What Is Amimestrocel (Ruibosheng)?
Amimestrocel is derived from human umbilical cord mesenchymal stem cells (hUC-MSCs). The product is manufactured by Platinum Life, a domestic Chinese biopharmaceutical company, under Good Manufacturing Practice (GMP) conditions.
Approved indication: Steroid-refractory acute graft-versus-host disease (aGVHD) in patients aged 14 and older. aGVHD is a life-threatening immune complication that can occur after bone marrow transplantation.
The conditional approval pathway — similar to the FDA's Accelerated Approval — requires the manufacturer to submit further confirmatory trial data post-market.
What the Research Shows
The approval was backed by clinical data demonstrating meaningful responses in patients who had already failed steroid treatment — historically a population with very poor outcomes. Published literature on hUC-MSC therapy for aGVHD (across multiple studies globally) has shown:
- Overall response rates of 60–80% in steroid-refractory aGVHD patients
- Favorable safety profile with no major concerns around tumor formation or immune rejection
- Durable responses in a subset of patients at 6–12 month follow-up
The NMPA's decision follows similar approvals in Japan and South Korea for MSC-based therapies in comparable indications.
Why This Matters Beyond aGVHD
The approval of Ruibosheng signals a regulatory shift. After years of running clinical trials, China now has a formal approval pathway for cell therapies — and the pipeline is large. As of 2024, China had registered 2,794 total cell therapy clinical trials since 2005, with 61 new trials registered under the CDE formal system in 2023 alone, and a further 42% surge in 2024.
MSC therapies are being actively trialed in China for conditions including:
- Autoimmune diseases (lupus, rheumatoid arthritis, Crohn's disease)

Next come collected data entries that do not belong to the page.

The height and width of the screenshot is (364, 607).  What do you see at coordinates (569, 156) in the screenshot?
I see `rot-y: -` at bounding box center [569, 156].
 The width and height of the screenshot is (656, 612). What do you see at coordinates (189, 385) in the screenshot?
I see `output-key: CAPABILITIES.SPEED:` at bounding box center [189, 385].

- Neurological conditions (Parkinson's disease, ALS)
- Orthopedic indications (cartilage regeneration, osteoarthritis)
- Pulmonary fibrosis and other inflammatory conditions
What International Patients Should Understand
The NMPA-approved Ruibosheng product is authorized specifically for aGVHD. Treatments for other conditions using MSCs in China are conducted within registered clinical trials — not as commercial therapies. Legitimate hospitals do not charge patients for unapproved experimental treatments outside of clinical trial frameworks.
If you are considering MSC therapy in China for any condition, ask the hospital:
- Is this treatment approved by the NMPA, or conducted within a registered clinical trial?
- What is the trial registration number (CDE or WHO ICTRP)?
- What is the published data on outcomes for my specific condition?
How to Access Legitimate Treatment
Panda Touring Care works exclusively with Class A tertiary hospitals and licensed research centers operating within China's regulatory framework. We can connect you with centers running NMPA-registered clinical trials and, where applicable, access to the newly approved commercial MSC therapy for eligible aGVHD patients.